Making Friends With Bear Markets

If you are trying to avoid the next bear market, Validea CEO John P. Reese has some advice: Stop trying to avoid the next bear market.

In a piece for Forbes.com, Reese cites a recent column from Mark Hulbert, who monitors the performance of hundreds of investment advisors through his Hulbert Financial Digest. Hulbert says that over the past 15 years the best performers have been those who have stayed the course through bear markets. Those advisors he tracks who by and large avoided stocks during either the 2007-2009 or 2000-2002 bear market – when stocks were pummeled – are not among the best overall performers since 2000, primarily because they failed to get back into the stock market at anywhere close to the bottoms of those bear markets. The five top performers since March 2000, meanwhile, have all been fully invested throughout the nearly 16-year period.

Reese, who has spent more than a dozen years studying history’s greatest investors, says that news doesn’t surprise him. “Warren Buffett often advises against trying to sidestep market declines,” Reese says, noting that in their book The New Buffettology, Mary Buffett and David Clark wrote that “Warren believes that corrections and panics are perfect buying opportunities for the selective contrarian investor.”

Mutual fund legend Peter Lynch, meanwhile, once told PBS that bear markets are inevitable, Reese says. “When they’re gonna start, no one knows,” Lynch said. “If you’re not ready for that, you shouldn’t be in the stock market.
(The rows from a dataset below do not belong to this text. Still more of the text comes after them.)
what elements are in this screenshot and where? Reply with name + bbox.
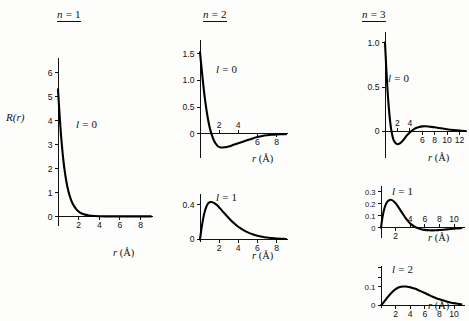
svg-text:6: 6 [48, 68, 53, 78]
x-axis-title-n3-l2-unit: (Å) [435, 300, 450, 311]
column-title-n3-symbol: n [362, 8, 368, 20]
x-axis-title-n2-l0-unit: (Å) [259, 153, 274, 164]
column-title-n2: n = 2 [203, 8, 227, 22]
svg-text:4: 4 [408, 309, 413, 319]
x-axis-title-n2-l1-unit: (Å) [259, 250, 274, 261]
annotation-n2-l1-eq: = [222, 191, 228, 203]
plot-n2-l0: 00.51.01.52468 [178, 34, 290, 162]
svg-text:1.5: 1.5 [183, 49, 195, 59]
svg-text:0.1: 0.1 [365, 212, 376, 221]
svg-text:8: 8 [138, 220, 143, 230]
svg-text:8: 8 [432, 135, 437, 145]
x-axis-title-n3-l2: r (Å) [428, 300, 449, 311]
plot-n1-l0: 01234562468 [40, 50, 155, 235]
svg-text:2: 2 [48, 164, 53, 174]
annotation-n3-l2: l = 2 [392, 263, 413, 275]
svg-text:8: 8 [274, 137, 279, 147]
x-axis-title-n1-l0-symbol: r [113, 247, 117, 258]
svg-text:0.3: 0.3 [365, 188, 376, 197]
column-title-n1-symbol: n [57, 8, 63, 20]
svg-text:8: 8 [437, 214, 442, 224]
plot-n3-l0: 00.51.024681012 [365, 26, 469, 162]
annotation-n3-l2-eq: = [398, 263, 404, 275]
svg-text:0.5: 0.5 [368, 82, 380, 92]
column-title-n2-eq: = [212, 8, 218, 20]
column-title-n1-value: 1 [75, 8, 81, 20]
radial-wavefunction-figure: n = 1 n = 2 n = 3 R(r) 01234562468 l = 0… [0, 0, 469, 321]
svg-text:6: 6 [420, 135, 425, 145]
annotation-n3-l2-symbol: l [392, 263, 395, 275]
annotation-n3-l1-value: 1 [408, 185, 414, 197]
column-title-n2-value: 2 [221, 8, 227, 20]
annotation-n2-l1: l = 1 [216, 191, 237, 203]
x-axis-title-n3-l2-symbol: r [428, 300, 432, 311]
annotation-n2-l0-value: 0 [232, 63, 238, 75]
x-axis-title-n3-l0: r (Å) [428, 152, 449, 163]
svg-text:1.0: 1.0 [368, 38, 380, 48]
svg-text:2: 2 [217, 120, 222, 130]
svg-text:10: 10 [449, 214, 459, 224]
panel-n3-l0: 00.51.024681012 [365, 26, 469, 162]
column-title-n3: n = 3 [362, 8, 386, 22]
svg-text:0: 0 [371, 301, 376, 310]
column-title-n1-eq: = [66, 8, 72, 20]
svg-text:2: 2 [76, 220, 81, 230]
svg-text:2: 2 [393, 309, 398, 319]
annotation-n2-l1-value: 1 [232, 191, 238, 203]
svg-text:2: 2 [217, 243, 222, 253]
annotation-n1-l0-value: 0 [92, 118, 98, 130]
svg-text:6: 6 [422, 214, 427, 224]
svg-text:0: 0 [375, 126, 380, 136]
annotation-n3-l1: l = 1 [392, 185, 413, 197]
annotation-n3-l1-eq: = [398, 185, 404, 197]
panel-n2-l0: 00.51.01.52468 [178, 34, 290, 162]
x-axis-title-n2-l1: r (Å) [252, 250, 273, 261]
svg-text:1: 1 [48, 188, 53, 198]
x-axis-title-n3-l1: r (Å) [428, 232, 449, 243]
svg-text:6: 6 [118, 220, 123, 230]
svg-text:4: 4 [97, 220, 102, 230]
x-axis-title-n2-l0: r (Å) [252, 153, 273, 164]
annotation-n2-l0-symbol: l [216, 63, 219, 75]
annotation-n3-l0-eq: = [394, 72, 400, 84]
svg-text:10: 10 [442, 135, 452, 145]
svg-text:0: 0 [48, 212, 53, 222]
svg-text:8: 8 [274, 243, 279, 253]
annotation-n3-l1-symbol: l [392, 185, 395, 197]
svg-text:6: 6 [422, 309, 427, 319]
svg-text:4: 4 [48, 116, 53, 126]
svg-text:5: 5 [48, 92, 53, 102]
column-title-n3-value: 3 [380, 8, 386, 20]
x-axis-title-n3-l0-unit: (Å) [435, 152, 450, 163]
svg-text:0.1: 0.1 [364, 283, 376, 292]
column-title-n3-eq: = [371, 8, 377, 20]
column-title-n2-symbol: n [203, 8, 209, 20]
x-axis-title-n1-l0: r (Å) [113, 247, 134, 258]
column-title-n1: n = 1 [57, 8, 81, 22]
svg-text:2: 2 [395, 118, 400, 128]
svg-text:1.0: 1.0 [183, 75, 195, 85]
svg-text:0.5: 0.5 [183, 102, 195, 112]
svg-text:4: 4 [236, 120, 241, 130]
svg-text:2: 2 [393, 231, 398, 241]
x-axis-title-n3-l1-unit: (Å) [435, 232, 450, 243]
svg-text:0: 0 [190, 234, 195, 244]
x-axis-title-n2-l1-symbol: r [252, 250, 256, 261]
svg-text:12: 12 [455, 135, 465, 145]
annotation-n2-l0: l = 0 [216, 63, 237, 75]
x-axis-title-n3-l1-symbol: r [428, 232, 432, 243]
annotation-n3-l0-value: 0 [404, 72, 410, 84]
svg-text:0: 0 [371, 224, 375, 233]
panel-n1-l0: 01234562468 [40, 50, 155, 235]
x-axis-title-n3-l0-symbol: r [428, 152, 432, 163]
x-axis-title-n2-l0-symbol: r [252, 153, 256, 164]
x-axis-title-n1-l0-unit: (Å) [120, 247, 135, 258]
annotation-n1-l0-symbol: l [76, 118, 79, 130]
annotation-n3-l0-symbol: l [388, 72, 391, 84]
annotation-n2-l1-symbol: l [216, 191, 219, 203]
svg-text:6: 6 [255, 137, 260, 147]
annotation-n3-l2-value: 2 [408, 263, 414, 275]
annotation-n2-l0-eq: = [222, 63, 228, 75]
svg-text:0.2: 0.2 [365, 200, 376, 209]
annotation-n1-l0-eq: = [82, 118, 88, 130]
I mean stomach is the key organ here. It’s not the brain. Do you have the stomach for these kind of declines?”

The problem with trying to time a bear market, Reese says, is that doing so involves not one but two very difficult calls. “You not only have to pick the right time to get out of the market; you also have to pick the right time to get back in, or else you miss the bounce back gains that occur when a bull market starts,” he writes. “Usually, some of the most dramatic gains come in the opening stages of a bull market. Had you been just one month late jumping back into the market after the March 9, 2009 bottom — and given how much fear is usually present at a market bottom and in the following months, you likely would have been late – you’d have missed out on a 27% S&P 500 bounce-back. If you were two months late, you’d have lost out on a 37% gain.”

Reese says that most investors are best off sitting tight and trying to pick up bargains during bear markets. He highlights a handful of stocks that have been catching the attention of his Guru Strategies, which are based on the approaches of highly successful investors like Lynch and Buffett. Among the stocks he examines: Tractor Supply Co.